**BRIEF**
Each record, exactly as written, should be printed again.

★ ★ ★ ★

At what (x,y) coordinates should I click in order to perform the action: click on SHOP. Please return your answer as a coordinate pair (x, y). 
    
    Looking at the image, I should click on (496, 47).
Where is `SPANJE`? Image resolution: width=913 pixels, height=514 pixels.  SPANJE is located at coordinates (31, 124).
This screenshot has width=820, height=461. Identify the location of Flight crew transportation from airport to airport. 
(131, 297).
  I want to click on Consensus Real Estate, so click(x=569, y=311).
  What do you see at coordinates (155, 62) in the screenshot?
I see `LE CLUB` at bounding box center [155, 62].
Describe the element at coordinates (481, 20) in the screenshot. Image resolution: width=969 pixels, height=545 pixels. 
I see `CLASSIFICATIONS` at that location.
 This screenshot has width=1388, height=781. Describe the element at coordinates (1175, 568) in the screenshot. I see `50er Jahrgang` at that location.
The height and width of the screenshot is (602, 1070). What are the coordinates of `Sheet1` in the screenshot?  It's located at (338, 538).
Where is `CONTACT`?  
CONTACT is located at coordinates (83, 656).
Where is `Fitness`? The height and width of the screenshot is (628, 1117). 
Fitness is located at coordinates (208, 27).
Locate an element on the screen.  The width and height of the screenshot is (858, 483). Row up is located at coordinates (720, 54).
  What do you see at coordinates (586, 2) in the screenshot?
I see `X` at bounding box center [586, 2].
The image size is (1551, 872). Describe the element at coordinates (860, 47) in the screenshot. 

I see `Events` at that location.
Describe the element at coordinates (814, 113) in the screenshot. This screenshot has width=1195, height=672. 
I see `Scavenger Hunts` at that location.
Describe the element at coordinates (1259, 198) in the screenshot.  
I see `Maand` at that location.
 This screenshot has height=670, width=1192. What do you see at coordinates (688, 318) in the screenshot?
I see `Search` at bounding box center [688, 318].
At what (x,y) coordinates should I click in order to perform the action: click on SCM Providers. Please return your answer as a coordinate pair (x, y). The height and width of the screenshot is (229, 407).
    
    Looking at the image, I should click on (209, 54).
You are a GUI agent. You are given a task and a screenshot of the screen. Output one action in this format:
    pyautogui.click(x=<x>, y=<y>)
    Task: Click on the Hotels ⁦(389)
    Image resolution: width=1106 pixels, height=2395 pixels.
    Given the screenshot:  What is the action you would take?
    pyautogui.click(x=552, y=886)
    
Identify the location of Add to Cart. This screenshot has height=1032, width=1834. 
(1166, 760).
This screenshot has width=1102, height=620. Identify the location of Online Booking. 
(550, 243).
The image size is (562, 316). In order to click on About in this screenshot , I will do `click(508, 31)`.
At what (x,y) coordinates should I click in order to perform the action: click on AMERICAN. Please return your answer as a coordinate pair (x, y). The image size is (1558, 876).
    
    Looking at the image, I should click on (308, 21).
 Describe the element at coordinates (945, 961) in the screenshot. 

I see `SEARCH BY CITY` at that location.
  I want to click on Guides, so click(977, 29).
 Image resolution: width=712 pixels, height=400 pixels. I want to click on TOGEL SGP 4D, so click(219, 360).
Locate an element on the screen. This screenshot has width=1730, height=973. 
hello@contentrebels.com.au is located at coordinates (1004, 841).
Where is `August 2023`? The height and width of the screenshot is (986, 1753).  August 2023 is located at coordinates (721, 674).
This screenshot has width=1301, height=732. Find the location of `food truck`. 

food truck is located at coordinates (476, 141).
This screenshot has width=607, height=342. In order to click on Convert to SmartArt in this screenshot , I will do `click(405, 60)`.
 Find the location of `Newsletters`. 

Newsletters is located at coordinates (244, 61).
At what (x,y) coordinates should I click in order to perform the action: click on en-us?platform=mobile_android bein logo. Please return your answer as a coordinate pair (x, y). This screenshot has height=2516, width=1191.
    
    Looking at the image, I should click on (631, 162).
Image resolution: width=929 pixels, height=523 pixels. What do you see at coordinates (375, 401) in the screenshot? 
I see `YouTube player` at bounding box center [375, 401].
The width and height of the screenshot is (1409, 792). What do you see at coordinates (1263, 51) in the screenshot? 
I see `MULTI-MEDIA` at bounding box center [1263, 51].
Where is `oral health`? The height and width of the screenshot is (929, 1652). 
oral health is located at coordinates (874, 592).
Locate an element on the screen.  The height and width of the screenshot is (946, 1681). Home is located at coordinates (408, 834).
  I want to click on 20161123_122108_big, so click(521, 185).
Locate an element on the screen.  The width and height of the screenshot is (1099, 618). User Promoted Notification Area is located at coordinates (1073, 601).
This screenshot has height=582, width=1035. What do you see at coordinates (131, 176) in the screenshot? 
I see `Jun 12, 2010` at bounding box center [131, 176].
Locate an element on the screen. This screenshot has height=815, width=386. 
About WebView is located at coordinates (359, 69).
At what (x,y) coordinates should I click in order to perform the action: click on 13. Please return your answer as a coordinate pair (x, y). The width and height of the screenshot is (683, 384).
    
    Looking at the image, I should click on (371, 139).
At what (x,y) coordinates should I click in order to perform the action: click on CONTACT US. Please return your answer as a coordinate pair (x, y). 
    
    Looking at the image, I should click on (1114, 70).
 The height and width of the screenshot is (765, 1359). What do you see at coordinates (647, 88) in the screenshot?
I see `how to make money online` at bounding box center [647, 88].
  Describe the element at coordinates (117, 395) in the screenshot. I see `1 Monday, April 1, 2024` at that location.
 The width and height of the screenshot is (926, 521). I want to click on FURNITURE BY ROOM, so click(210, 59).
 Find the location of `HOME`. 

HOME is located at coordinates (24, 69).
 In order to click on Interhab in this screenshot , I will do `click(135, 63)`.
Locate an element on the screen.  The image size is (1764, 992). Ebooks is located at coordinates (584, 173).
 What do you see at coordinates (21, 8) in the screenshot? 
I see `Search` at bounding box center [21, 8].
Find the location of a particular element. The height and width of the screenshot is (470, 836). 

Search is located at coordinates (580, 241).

★ ★ ★ ★

**RESULT BELOW**
At what (x,y) coordinates should I click in order to perform the action: click on SHOP. Please return your answer as a coordinate pair (x, y). 
    
    Looking at the image, I should click on (496, 47).
Where is `SPANJE`? Image resolution: width=913 pixels, height=514 pixels.  SPANJE is located at coordinates (31, 124).
This screenshot has width=820, height=461. Identify the location of Flight crew transportation from airport to airport. 
(131, 297).
  I want to click on Consensus Real Estate, so click(x=569, y=311).
  What do you see at coordinates (155, 62) in the screenshot?
I see `LE CLUB` at bounding box center [155, 62].
Describe the element at coordinates (481, 20) in the screenshot. Image resolution: width=969 pixels, height=545 pixels. 
I see `CLASSIFICATIONS` at that location.
 This screenshot has width=1388, height=781. Describe the element at coordinates (1175, 568) in the screenshot. I see `50er Jahrgang` at that location.
The height and width of the screenshot is (602, 1070). What are the coordinates of `Sheet1` in the screenshot?  It's located at (338, 538).
Where is `CONTACT`?  
CONTACT is located at coordinates (83, 656).
Where is `Fitness`? The height and width of the screenshot is (628, 1117). 
Fitness is located at coordinates (208, 27).
Locate an element on the screen.  The width and height of the screenshot is (858, 483). Row up is located at coordinates (720, 54).
  What do you see at coordinates (586, 2) in the screenshot?
I see `X` at bounding box center [586, 2].
The image size is (1551, 872). Describe the element at coordinates (860, 47) in the screenshot. 

I see `Events` at that location.
Describe the element at coordinates (814, 113) in the screenshot. This screenshot has width=1195, height=672. 
I see `Scavenger Hunts` at that location.
Describe the element at coordinates (1259, 198) in the screenshot.  
I see `Maand` at that location.
 This screenshot has height=670, width=1192. What do you see at coordinates (688, 318) in the screenshot?
I see `Search` at bounding box center [688, 318].
At what (x,y) coordinates should I click in order to perform the action: click on SCM Providers. Please return your answer as a coordinate pair (x, y). The height and width of the screenshot is (229, 407).
    
    Looking at the image, I should click on (209, 54).
You are a GUI agent. You are given a task and a screenshot of the screen. Output one action in this format:
    pyautogui.click(x=<x>, y=<y>)
    Task: Click on the Hotels ⁦(389)
    Image resolution: width=1106 pixels, height=2395 pixels.
    Given the screenshot:  What is the action you would take?
    pyautogui.click(x=552, y=886)
    
Identify the location of Add to Cart. This screenshot has height=1032, width=1834. 
(1166, 760).
This screenshot has width=1102, height=620. Identify the location of Online Booking. 
(550, 243).
The image size is (562, 316). In order to click on About in this screenshot , I will do `click(508, 31)`.
At what (x,y) coordinates should I click in order to perform the action: click on AMERICAN. Please return your answer as a coordinate pair (x, y). The image size is (1558, 876).
    
    Looking at the image, I should click on (308, 21).
 Describe the element at coordinates (945, 961) in the screenshot. 

I see `SEARCH BY CITY` at that location.
  I want to click on Guides, so click(977, 29).
 Image resolution: width=712 pixels, height=400 pixels. I want to click on TOGEL SGP 4D, so click(219, 360).
Locate an element on the screen. This screenshot has width=1730, height=973. 
hello@contentrebels.com.au is located at coordinates (1004, 841).
Where is `August 2023`? The height and width of the screenshot is (986, 1753).  August 2023 is located at coordinates (721, 674).
This screenshot has width=1301, height=732. Find the location of `food truck`. 

food truck is located at coordinates (476, 141).
This screenshot has width=607, height=342. In order to click on Convert to SmartArt in this screenshot , I will do `click(405, 60)`.
 Find the location of `Newsletters`. 

Newsletters is located at coordinates (244, 61).
At what (x,y) coordinates should I click in order to perform the action: click on en-us?platform=mobile_android bein logo. Please return your answer as a coordinate pair (x, y). This screenshot has height=2516, width=1191.
    
    Looking at the image, I should click on (631, 162).
Image resolution: width=929 pixels, height=523 pixels. What do you see at coordinates (375, 401) in the screenshot? 
I see `YouTube player` at bounding box center [375, 401].
The width and height of the screenshot is (1409, 792). What do you see at coordinates (1263, 51) in the screenshot? 
I see `MULTI-MEDIA` at bounding box center [1263, 51].
Where is `oral health`? The height and width of the screenshot is (929, 1652). 
oral health is located at coordinates (874, 592).
Locate an element on the screen.  The height and width of the screenshot is (946, 1681). Home is located at coordinates (408, 834).
  I want to click on 20161123_122108_big, so click(521, 185).
Locate an element on the screen.  The width and height of the screenshot is (1099, 618). User Promoted Notification Area is located at coordinates (1073, 601).
This screenshot has height=582, width=1035. What do you see at coordinates (131, 176) in the screenshot? 
I see `Jun 12, 2010` at bounding box center [131, 176].
Locate an element on the screen. This screenshot has height=815, width=386. 
About WebView is located at coordinates (359, 69).
At what (x,y) coordinates should I click in order to perform the action: click on 13. Please return your answer as a coordinate pair (x, y). The width and height of the screenshot is (683, 384).
    
    Looking at the image, I should click on (371, 139).
At what (x,y) coordinates should I click in order to perform the action: click on CONTACT US. Please return your answer as a coordinate pair (x, y). 
    
    Looking at the image, I should click on (1114, 70).
 The height and width of the screenshot is (765, 1359). What do you see at coordinates (647, 88) in the screenshot?
I see `how to make money online` at bounding box center [647, 88].
  Describe the element at coordinates (117, 395) in the screenshot. I see `1 Monday, April 1, 2024` at that location.
 The width and height of the screenshot is (926, 521). I want to click on FURNITURE BY ROOM, so click(210, 59).
 Find the location of `HOME`. 

HOME is located at coordinates (24, 69).
 In order to click on Interhab in this screenshot , I will do `click(135, 63)`.
Locate an element on the screen.  The image size is (1764, 992). Ebooks is located at coordinates (584, 173).
 What do you see at coordinates (21, 8) in the screenshot? 
I see `Search` at bounding box center [21, 8].
Find the location of a particular element. The height and width of the screenshot is (470, 836). 

Search is located at coordinates (580, 241).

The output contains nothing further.